There is a difference between being forced to change and adopting long-term change. Overnight, COVID-19 forced students from in-class learning to at-home lessons.

 As students moved to device-based learning, subsequent access to these devices increased, while teaching and administrative staff responded admirably to the call of increasing digital competency.

 This change was necessitated by a pandemic, but it also quickly proved that schools can adapt to and embrace long-term digital change at an incredible pace.

 Digitally transforming schools

Instead of a gradual introduction of digital teaching, schools showing themselves that digital transformation can work means we can now imagine new approaches of lesson delivery and analysing student progress.

 The EY Megatrends 2020 report identifies that while there are side effects of online learning, including a lack of trust, there are ’huge benefits for users’ that come from ’instant access to vast amounts of information and computing power.’ Convenience, connectivity and mobility are listed as enablers of positive change for thinking and behaviour.

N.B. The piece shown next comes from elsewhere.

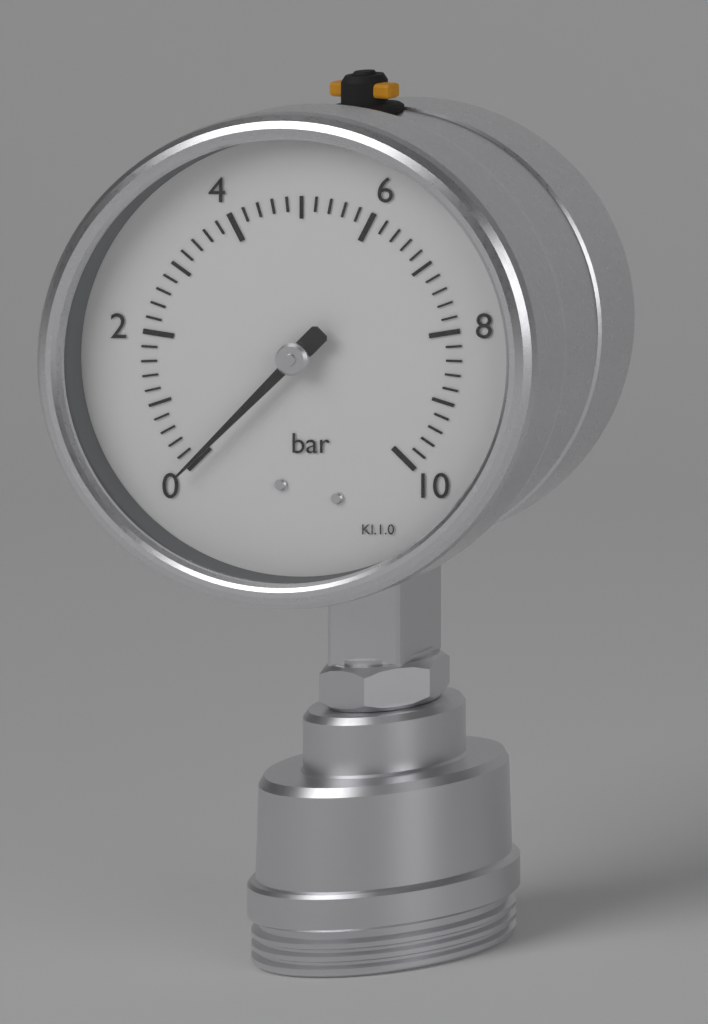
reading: 0.0 bar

 The EY Megatrends report was compiled with leaders in mind, charting future growth via a framework and acting as a guide through unprecedented change.

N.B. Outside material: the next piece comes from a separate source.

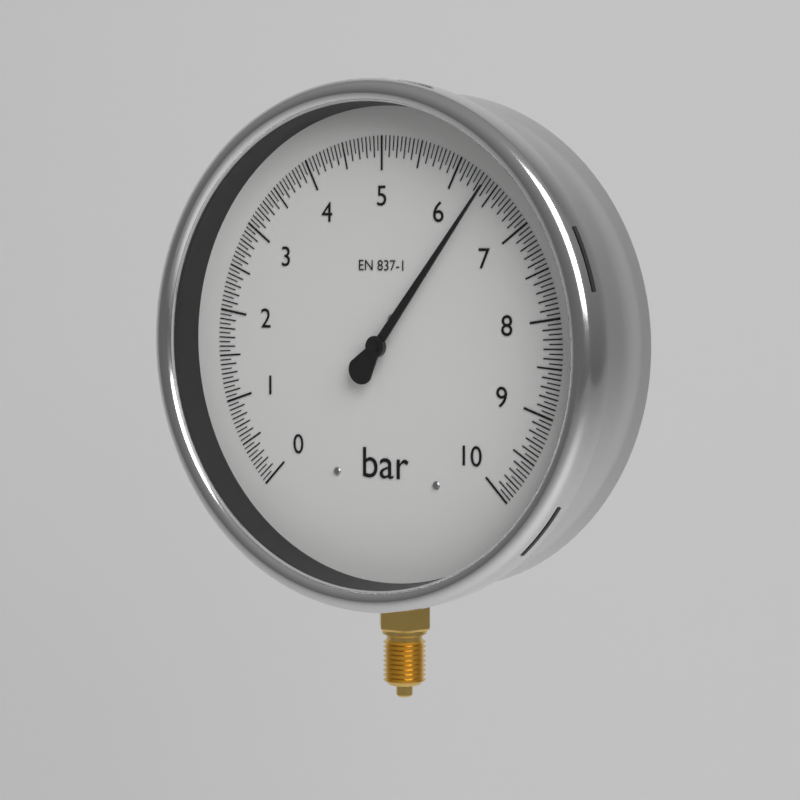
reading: 6.40 bar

 Applied to education, a mix of digital reform and on-site lessons offer the best of both worlds, as is noted in the EY A class of their own report: the perks of social interaction in a communal setting, combined with the personalised benefit of tailored learning. Digital implementation is not intended as a replacement for but a complement to the personal connection between teacher and student.

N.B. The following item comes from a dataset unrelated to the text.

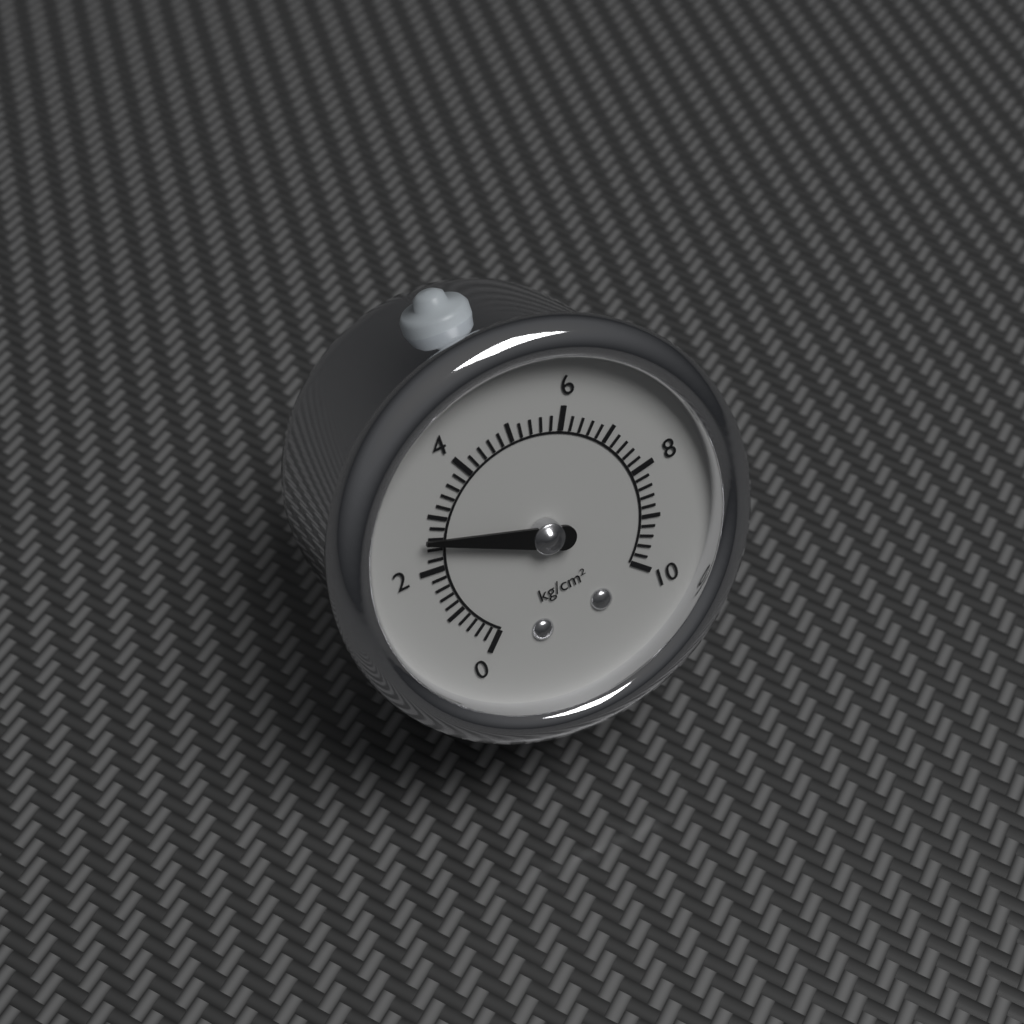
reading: 2.6 kg/cm²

 Instead of replacing, digital implementation can actually bolster that connection. Support for challenging parts of the curriculum – determined by the analytics of individual students – can be coupled with a healthy stretching of student capacities via intensive teacher interaction for desired outcomes.

 Digital learning technologies and the subsequent data insights provide an opportunity to address inequity in learning across the country. Data-driven systems have been used for over a decade now in early adopting schools to improve outcomes.

 And the EY A class of their own report acknowledges that the current reactive approach to remote learning has proven the viability of important and lasting changes to an education system that has traditionally seen change as difficult.

 Digital learning in action

Bespoke learner analytics technology allows educators to tailor content and teaching methods, alongside a push towards real-time feedback, and a shift to an education world where teaching is adapted to students’ individual needs.

 The EY A class of their own report highlights that educators will soon be able to identify a student’s aptitude, subject interests and willingness to learn, then tailor an individual approach for them. With proper implementation, digital learning also reduces teacher administration loads and helps to identify exemplary teaching performance which, in turn, allows for better delivery of learning outcomes. In addition, Digital learning can help address gaps in access to high-quality learning.

 Both EY reports acknowledge the industrial revolution-era origins of our current K-12 school system. This style of ’batch processed’ teaching is standardised around the logic of a profession or industrial job, with little emphasis on career changes.

 The challenge, as highlighted in the EY Megatrends report, is that change is slow, and that slowness of change will result in those educational institutions that are resistant to change being ‘increasingly misaligned with the future of work.’ According to the report, the solution is to treat education as a truly lifelong pursuit, which is relevant given the 250% increase in articles about lifelong learning between 2016 and 2019.

 Achieving digital learning outcomes

The EY A class of their own report also notes Organisation for Economic Cooperation and Development (OECD) research that emphasises the link between better education and economic uplift. For Australia, the OECD research estimates that raising student learning outcomes to be in line with the highest international standards would lead to long-run GDP growth of 0.35 percentage points.

 What is good for Australia’s students is also good for the rest of the country.

 To take advantage of this digital opportunity, it needs to be a nationwide, cross-sector push that is driven by all sectors: State, Catholic and independent. But schools and departments cannot achieve this alone.

 The willingness to change must come from a united front across these sectors. Challenging the status quo takes courage, commitment and collaboration. But there is a real opportunity now to take advantage of a genuine thrust towards making change happen sooner rather than later.

 EY Megatrends expose leaders to trends and forces far outside their usual scope of analysis, reducing the risk of missing the next ‘big thing’. Join the conversation. #BetterWorkingWorld.

 The views reflected in this article are the views of the author and do not necessarily reflect the views of the global EY organisation or its member firms.